CERN operates the largest particle physics laboratory in the world. It manages over 8,000 servers to support its research. In 2012, CERN recognized limits with its existing infrastructure management tools and formed a team to define a new "Agile Infrastructure Project." The project goals were to improve resource provisioning time, enable cloud interfaces, improve monitoring and accounting, and boost efficiency. The team adopted open source tools like OpenStack, Puppet, and Ceph to create a new cloud service spanning two data centers. This allowed on-demand provisioning in minutes versus months and helped CERN better support its expanding computing needs for research.
MACPAC is a federal legislative branch agency tasked with reviewing state and federal Medicaid and Children's Health Insurance Program (CHIP) access and payment policies and making recommendations to Congress. By March 15 and again by June 15 each year, the agency produces a comprehensive report for Congress that compiles results from Medicaid and CHIP data sources for the 50 states and territories. The CIO of MACPAC wanted a secure, cost-effective, high performance platform that met their needs to crunch this large amount of health data. In this session, learn how MACPAC and 8KMiles helped set up the agency’s Big Data/HPC analytics platform on AWS using SAS analytics software.
Wireless sensor networks use many types of wireless sensors to configure network. However batteries in wireless sensor nodes are energy limited and consume considerable energy for data transmission. Therefore, data merging is used as a means to increase energy efficiency in data transmission. In this paper, we propose Differential Data Processing(DDP), which reduces the size of data transmitted from the sensor node to increase the energy efficiency of the wireless sensor network. Experimental results show that processing the differential temperature data reduces the average data size of the sensor node by 30%.
This document introduces BioPig, a Hadoop-based analytic toolkit for large-scale genomic sequence analysis. BioPig aims to provide a flexible, high-level, and scalable platform to enable domain experts to build custom analysis pipelines. It leverages Hadoop's data parallelism to speed up bioinformatics tasks like k-mer counting and assembly. The document demonstrates how BioPig can analyze over 1 terabase of metagenomic data using just 7 lines of code, much more simply than alternative MPI-based solutions.

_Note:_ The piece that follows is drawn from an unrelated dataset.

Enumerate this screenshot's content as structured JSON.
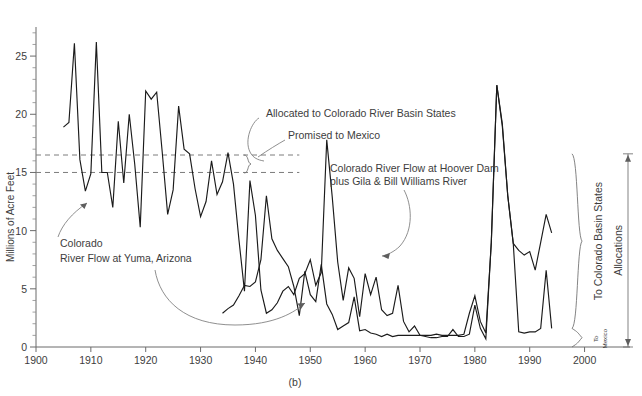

While challenges remain around optimization and integration, BioPig shows promise for scalable genomic analytics on very large datasets.
This document describes XeMPUPiL, a performance-aware power capping orchestrator for the Xen hypervisor. It aims to maximize performance under a power cap using a hybrid approach. The key challenges addressed are instrumentation-free workload monitoring and balancing hardware and software power management techniques. Experimental results show XeMPUPiL outperforms a pure hardware approach for I/O, memory, and mixed workloads by better balancing efficiency and timeliness. Future work includes integrating the orchestrator logic into the scheduler and exploring new resource assignment policies.
CERN operates the largest machine on Earth, the Large Hadron Collider (LHC), which produces over 1 billion collisions per second and records over 0.5 petabytes of data per day. CERN relies heavily on OpenStack, with over 190,000 CPU cores and 5,000 VMs under OpenStack management, accounting for over 90% of CERN's computing resources. CERN plans to add over 100,000 more CPU cores in the next 6 months and explores using public clouds and containers to help process the massive amount of data generated by the LHC.